David: I believe it.

Ben: Just no subtlety.

David: I don't know if I've ever watched III. This is what I hear from everybody.

Ben: I and II are so good.

David: So good. The horse head.

Ben: Ah, it's so beautiful.

David: Just great.

Ben: With that, listeners, thank you to pilot.com, PitchBook, NordVPN. Come join us in Slack. Become an LP. All those links are in the show notes. If you liked this episode, share it with a friend. You can share it on social media, that will be nice, but I actually like the one-to-one better. We're all about the slow, methodical, high-touch growth here at Acquired so if you can put someone you think would really appreciate it, then that's who you should share it with.

David: We love social media shares, of course, but it's kind of hard to just post on social media, like you should listen to this three-and-a-half podcast that is part two of Andreessen Horowitz. You got to convince someone, so if you loved this, tell your friends.

Ben: It's like when I get an Eventbrite invitation to go to something versus when a friend texts me and is like, hey, you should come over for this.

David: Yup, exactly.

Ben: It's a totally different thing. Listeners, we'll see you next time.

David: See you next time and we got one more piece of news. Who Got The Truth? Live on Spotify.

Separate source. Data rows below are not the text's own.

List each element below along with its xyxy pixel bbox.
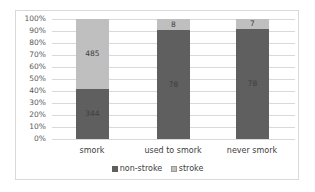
data-label: 78 <box>236 80 269 88</box>
legend: non-stroke stroke <box>0 164 315 174</box>
data-label: 485 <box>76 50 109 58</box>
bar-never-smork: 787 <box>236 19 269 139</box>
y-tick-label: 80% <box>16 39 46 47</box>
x-tick-label: never smork <box>212 146 292 155</box>
bar-segment-stroke: 485 <box>76 19 109 89</box>
x-tick-label: used to smork <box>133 146 213 155</box>
legend-swatch-non-stroke <box>112 166 118 172</box>
bar-segment-non-stroke: 78 <box>236 29 269 139</box>
y-tick-label: 50% <box>16 75 46 83</box>
y-tick-label: 40% <box>16 87 46 95</box>
bar-segment-stroke: 8 <box>157 19 190 30</box>
legend-item-non-stroke: non-stroke <box>112 164 163 173</box>
data-label: 7 <box>236 20 269 28</box>
y-tick-label: 10% <box>16 123 46 131</box>
legend-item-stroke: stroke <box>171 164 204 173</box>
gridline <box>52 139 295 140</box>
bar-segment-stroke: 7 <box>236 19 269 29</box>
legend-label-non-stroke: non-stroke <box>120 164 163 173</box>
y-tick-label: 70% <box>16 51 46 59</box>
data-label: 78 <box>157 81 190 89</box>
legend-swatch-stroke <box>171 166 177 172</box>
x-tick-label: smork <box>52 146 132 155</box>
bar-used-to-smork: 788 <box>157 19 190 139</box>
bar-segment-non-stroke: 78 <box>157 30 190 139</box>
y-tick-label: 60% <box>16 63 46 71</box>
y-tick-label: 100% <box>16 15 46 23</box>
y-tick-label: 20% <box>16 111 46 119</box>
bar-smork: 344485 <box>76 19 109 139</box>
y-tick-label: 30% <box>16 99 46 107</box>
data-label: 344 <box>76 110 109 118</box>
data-label: 8 <box>157 21 190 29</box>
y-tick-label: 90% <box>16 27 46 35</box>
y-tick-label: 0% <box>16 135 46 143</box>
legend-label-stroke: stroke <box>179 164 204 173</box>
bar-segment-non-stroke: 344 <box>76 89 109 139</box>
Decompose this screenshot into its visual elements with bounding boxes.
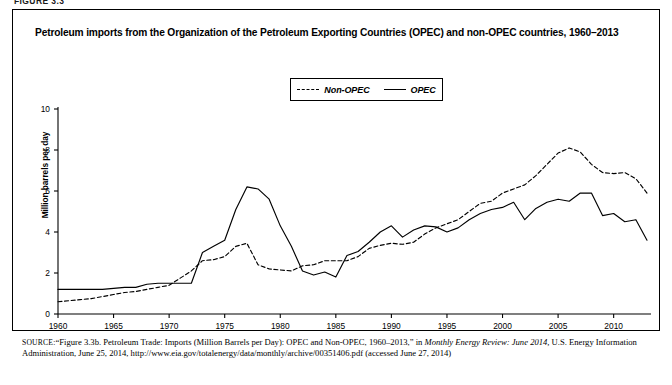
x-axis-tick-label: 2005 [549, 321, 568, 331]
tick-label-layer: 0246810196019651970197519801985199019952… [41, 104, 624, 331]
x-axis-tick-label: 1985 [327, 321, 346, 331]
x-axis-tick-label: 1975 [215, 321, 234, 331]
x-axis-tick-label: 2000 [493, 321, 512, 331]
figure-container: FIGURE 3.3 Petroleum imports from the Or… [0, 0, 672, 385]
y-axis-tick-label: 4 [45, 227, 50, 237]
source-label: SOURCE: [22, 338, 55, 347]
figure-number-label: FIGURE 3.3 [14, 0, 64, 6]
series-layer [58, 148, 647, 302]
x-axis-tick-label: 1990 [382, 321, 401, 331]
figure-border-box: Petroleum imports from the Organization … [12, 9, 660, 331]
y-axis-tick-label: 2 [45, 268, 50, 278]
source-italic-publication: Monthly Energy Review: June 2014, [425, 337, 550, 347]
y-axis-tick-label: 0 [45, 309, 50, 319]
x-axis-tick-label: 2010 [604, 321, 623, 331]
series-line-opec [58, 187, 647, 290]
y-axis-tick-label: 8 [45, 145, 50, 155]
y-axis-tick-label: 10 [41, 104, 51, 114]
y-axis-tick-label: 6 [45, 186, 50, 196]
axis-layer [54, 107, 651, 318]
chart-plot-area: 0246810196019651970197519801985199019952… [13, 10, 661, 332]
source-text-part1: “Figure 3.3b. Petroleum Trade: Imports (… [55, 337, 424, 347]
series-line-non-opec [58, 148, 647, 302]
x-axis-tick-label: 1965 [104, 321, 123, 331]
source-note: SOURCE:“Figure 3.3b. Petroleum Trade: Im… [22, 337, 658, 360]
x-axis-tick-label: 1995 [438, 321, 457, 331]
x-axis-tick-label: 1970 [160, 321, 179, 331]
x-axis-tick-label: 1960 [49, 321, 68, 331]
x-axis-tick-label: 1980 [271, 321, 290, 331]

Ben: Go check it out. You can listen to it here for the next two minutes and then go listen on Spotify.

David: Yung Spielburg.

Ben: Mike Taylor, take us out.

Note: Acquired hosts and guests may hold assets discussed in this episode. This podcast is not investment advice, and is intended for informational and entertainment purposes only. You should do your own research and make your own independent decisions when considering any financial transactions.